Perhaps this idea of dirt and residue appealed to me so much this week because of the time of year. It is that magical time when piles begin to appear in libraries and computer clusters across campus. Stacks of books, puddles of papers, collections of empty food containers, half-eaten sandwiches, entire desks covered in empty Red Bull bottles. The amount of stuff and residue we manage to generate just writing papers is pretty incredible.
Modern Society and Pessimism
“For what is a world without pods but a world committed resolutely to macho principles – dangerously narrow, only half-human, a world devoid of rest, receptivity, growth, and an empathetic acceptance of otherness?”
So Nancy Steffen-Fluhr states in the pessimistic conclusion of her article. In this post, I’d like to show how the Invasion of the Body Snatchers suggests an outlook not quite as bleak as the one she indicates.

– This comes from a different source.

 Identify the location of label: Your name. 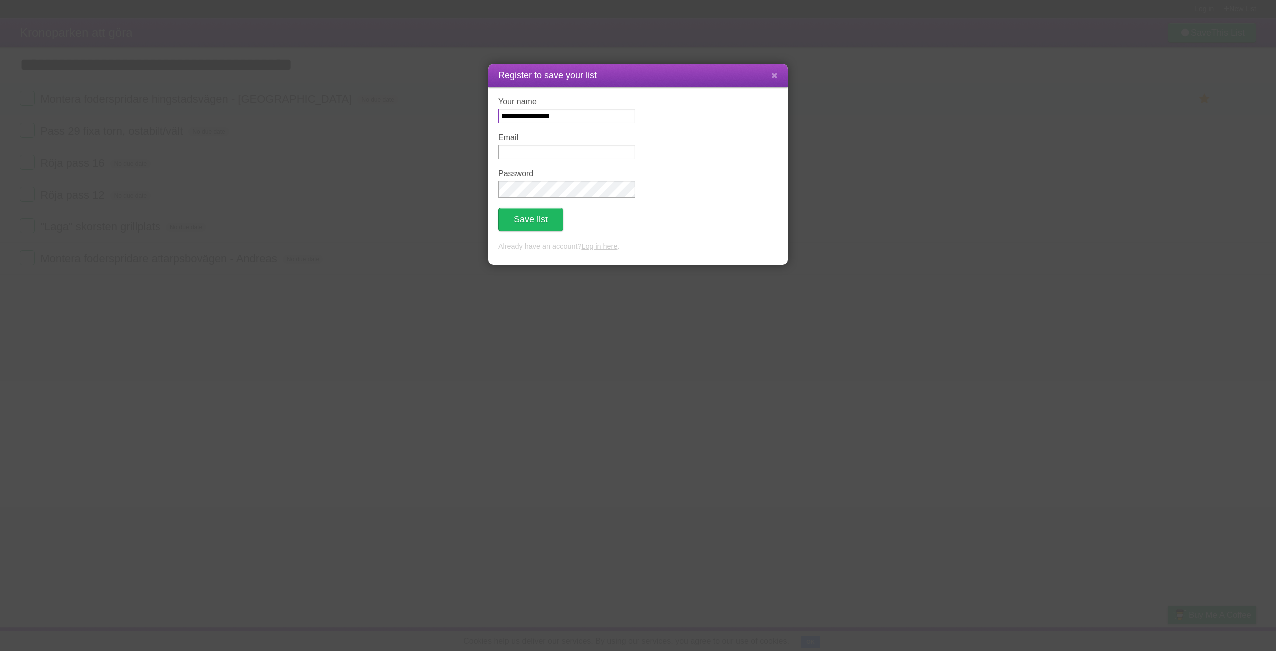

Steffen-Fluhr suggests that a world without pods is “devoid of rest”, implying that this restlessness is somehow intrinsically bad. Certainly, it seems that Becky's succumbing to sleep after struggling to stay awake for nearly two days suggests that such a condition is inherently unsustainable. But it is only because of the threat of being assimilated by the pod people in their sleep that Becky and Miles are forced to stay awake for an unsustainably long period of time, so the condition of being devoid of rest is not one naturally present in our world. Moreover, even if such a condition were present, is it necessarily undesirable in and of itself? Miles certainly would not have escaped from the pod people if he had chosen to rest instead of flee, and more generally, progress and change have only ever occurred in dynamic, restless societies such as ours, not the restful, stagnating one of the pod people.

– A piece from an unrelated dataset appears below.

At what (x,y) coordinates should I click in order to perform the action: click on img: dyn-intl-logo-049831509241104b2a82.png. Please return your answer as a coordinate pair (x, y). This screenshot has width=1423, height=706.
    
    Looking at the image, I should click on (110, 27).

Next, the suggestion that a world without pods lacks “acceptance of otherness” conversely implies that the pod people do exhibit such an acceptance. But is this really the case? If the pod people were indeed empathetically accepting of otherness, then they would not want to assimilate Becky and Miles, or for that matter the rest of Earth's population, for they would empathize with their fears about the loss of personality and individuality. Yet Kaufman and Jack continually urge to Becky and Miles to give in and join the pod people, and the pods are intent on spreading their influence across America and presumably the rest of the world as well. Such colonialist ambitions certainly do not reflect acceptance or even tolerance of otherness. Granted, Steffen-Fluhr’s claim that a "world without pods" can be xenophobic and unaccepting is borne out by the initial reactions of horror, fear and revulsion which Miles, Becky, Jack and Teddy display when discovering the truth about the bodies growing from the pods, but given that the pod people are hardly any more accepting than we are, it seems somewhat unfair to level such a criticism at our society.

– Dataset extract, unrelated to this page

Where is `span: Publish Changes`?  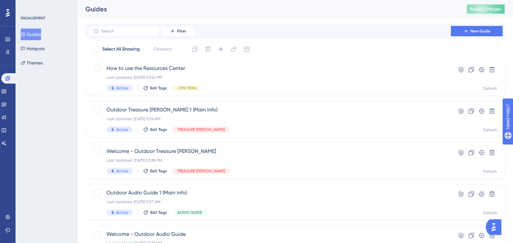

In relation to the acceptance of otherness, the article also suggests that our society is an unreceptive one, unsympathetic and unresponsive to views unlike our own. However, the ending of the film provides us with some evidence otherwise, as although Miles’ account of what has happened in Santa Mira is initially met with skepticism, his interviewers are quickly convinced once another policeman corroborates Miles’ story, and they agree with Miles that the pod people do pose a threat to national security. Thus their initial lack of receptiveness is overcome once presented with appropriate evidence and convinced of the urgency of the matter, suggesting that even if we aren’t quite as accepting of unusual, different opinions as the ideally receptive society might be, we aren’t entirely unreceptive and unresponsive either. For this and the other reasons I’ve outlined above, I find that Invasion of the Body Snatchers suggests a worldview not quite as pessimistic Steffen-Fluhr makes it out to be.